Looks like most of the words are common english words like the, and, is, etc. While this is expected, it’s not very useful if all our algorithm predicts is these common stop words. So, we need to come up with a different strategy

Bigrams

Let us look at combination of two words (bigrams)

bigrams <- table(unlist(lapply(cleaned_data, function(x) {
    words <- strsplit(x, " ")[[1]]
    words <- words[words != ""]  # Remove empty strings
    if (length(words) < 2) return(NULL)  # Skip if fewer than 2 words
    bigrams <- sapply(1:(length(words) - 1), function(i) {
        paste(words[i], words[i + 1], sep = " ")
    })
    return(bigrams)
})))
bigrams <- sort(bigrams, decreasing = TRUE)

Plot

Let us plot the top 50 bigrams.

top_bigrams <- head(bigrams, 50)
top_bigrams <- data.frame(bigram = names(top_bigrams), freq = as.numeric(top_bigrams))

ggplot(top_bigrams, aes(x = reorder(bigram, -freq), y = freq)) +
    geom_bar(stat = "identity") +
    theme_minimal() +
    theme(axis.text.x = element_text(angle = 45, hjust = 1)) +
    labs(x = "Bigram", y = "Frequency", title = "Top 50 Most Frequent Bigrams")

Word Cloud

Let us also plot a word cloud for the top 100 bigrams.

wordcloud(names(bigrams), freq = as.numeric(bigrams), max.words = 100, colors = brewer.pal(8, "Dark2"))

Looking at the word count, it looks like we have more common phrases like going to, want to, the world etc. Let us also look at trigrams.

Trigram

Let us look at combination of three words (trigrams)

trigrams <- table(unlist(lapply(cleaned_data, function(x) {
    words <- strsplit(x, " ")[[1]]
    words <- words[words != ""]  # Remove empty strings
    if (length(words) < 3) return(NULL)  # Skip if fewer than 3 words
    trigrams <- sapply(1:(length(words) - 2), function(i) {
        paste(words[i], words[i + 1], words[i + 2], sep = " ")
    })
    return(trigrams)
})))
trigrams <- sort(trigrams, decreasing = TRUE)

Plot

Let us plot the top 20 trigrams.

top_trigrams <- head(trigrams, 20)
top_trigrams <- data.frame(trigram = names(top_trigrams), freq = as.numeric(top_trigrams))

ggplot(top_trigrams, aes(x = reorder(trigram, -freq), y = freq)) +
    geom_bar(stat = "identity") +
    theme_minimal() +
    theme(axis.text.x = element_text(angle = 45, hjust = 1)) +
    labs(x = "Trigram", y = "Frequency", title = "Top 50 Most Frequent Trigrams")

Word Cloud

Let us also plot a word cloud for the top 15 trigrams.

wordcloud(names(trigrams), freq = as.numeric(trigrams), max.words = 15, colors = brewer.pal(8, "Dark2"))

As we can see, trigrams, capture even more of the structure of the data, as tthey can store more complex relations.
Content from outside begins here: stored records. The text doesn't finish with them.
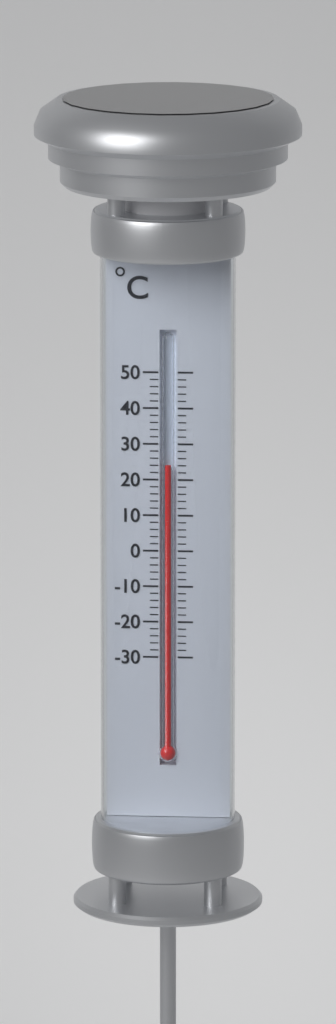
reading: 24 °C
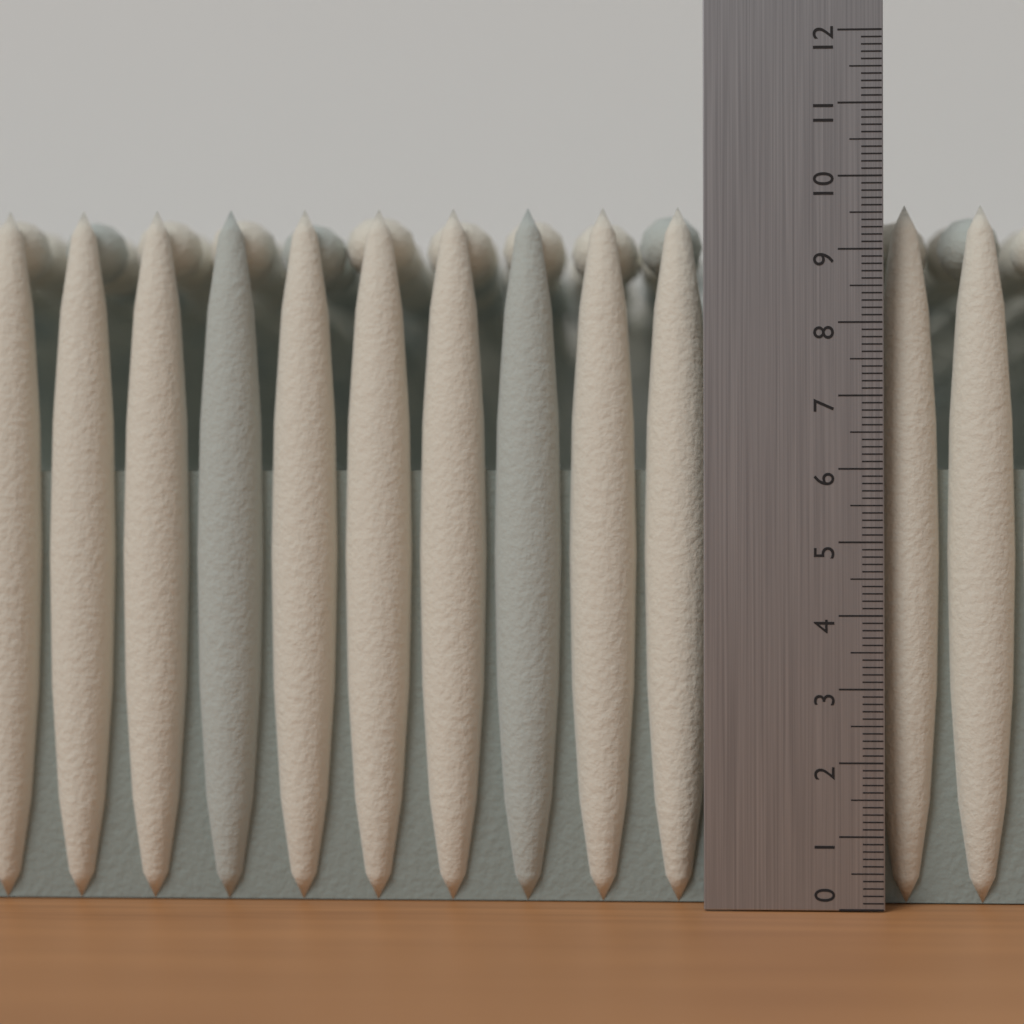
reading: 9.7 (no unit)
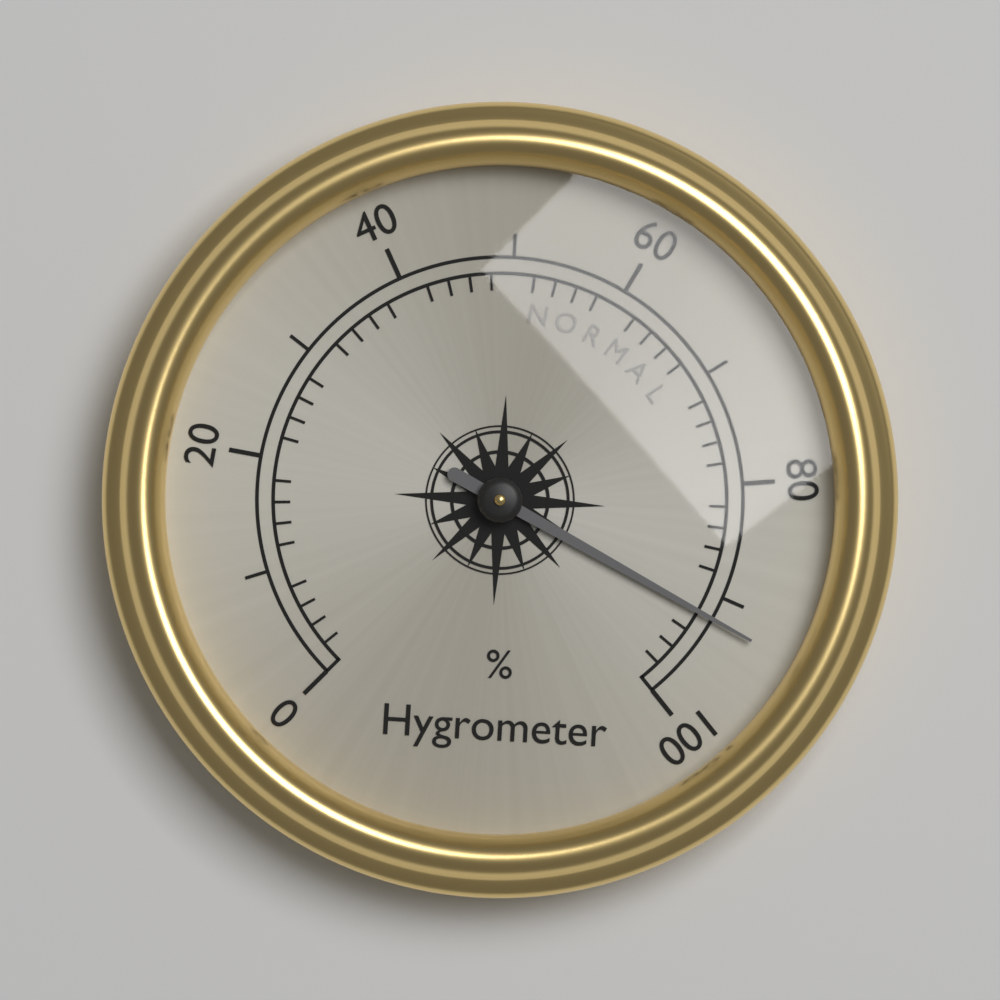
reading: 92 %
Now that we have performed our analysis, we can work on our predictive algorithm.

Idea

We shall use the following algorithm:

  1. If the word to be predicted is the first word in the sentence, choose the most frequent word.
  2. If the word is the second word in the sentence, than look at the previous word. Select all the bigrams which begin with the previous word:
    • If no bigrams exist, choose the most frequent word
    • If bigrams exist, choose the second word of the most frequent bigram
  3. If the word is to be predicted occours third or later, select all trigrams which begin with the two words before the word to be predicted,
    • If no trigram exist, use the bgram method described in step 2.
    • If trigrams exist, choose the third word of the most frequent bigram.